One simply needs to imagine the extent of the warehouse facilities that would take care of the farmers' corn and wheat and cotton and cattle, and hogs, to understand the folly of any such proposal. Of course, the warehousing scheme could be aided by putting the storage houses near the yards and pens for cattle and hogs. This would allow the cattle and hogs to eat the grain while they were waiting to get killed.
As the United States can raise grain cheaper than any other land, so they can produce iron and steel cheaper than any other. No other countries have the resources from which manufactured articles are made. The tariff simply permits its beneficiaries to set their own prices on what is sold at home.
If the farmer bloc, with two-fifths of the vote in the United States, should insist on trade being governed by natural law they would not be begging Congress for alms.
No other American citizen needs to restore economic law as the farmer needs it. Aside from giving him a chance to buy, it would help, to some extent, the price for which he sells. This is true, because our narrow and exclusive policy has driven all countries to give preference in trade to any one except the United States. Then, too, big business can protect itself, if too much is produced for the market to take, it can close its mills until the demand overcomes the supply.

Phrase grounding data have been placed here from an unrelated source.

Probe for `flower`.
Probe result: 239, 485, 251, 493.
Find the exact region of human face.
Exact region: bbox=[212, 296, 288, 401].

There is no danger of competition from foreign wars; the governmen: has taken care of that. Even the wage worker protects himself by his unions, and will not produce unless wages are fair. There are too many farmers and they are too poor to do what big business docs, or even what labor has done. Each farmer stands alone, unprotected by Government or unions, taking what he is offered and paying what he is asked. He pays wages to laborers who indirectly arc protected by the unions of industrial workers, and he buys goods from monopolies who fix prices by the aid of the Government, which should grant favors to none. The farmer, like all others, has only himself to rely on, and that is why his prospect is dark. Before he can have a chance he must learn to think. He must also separate himself from old traditions. So far he has never shown any capacity or inclination to do either.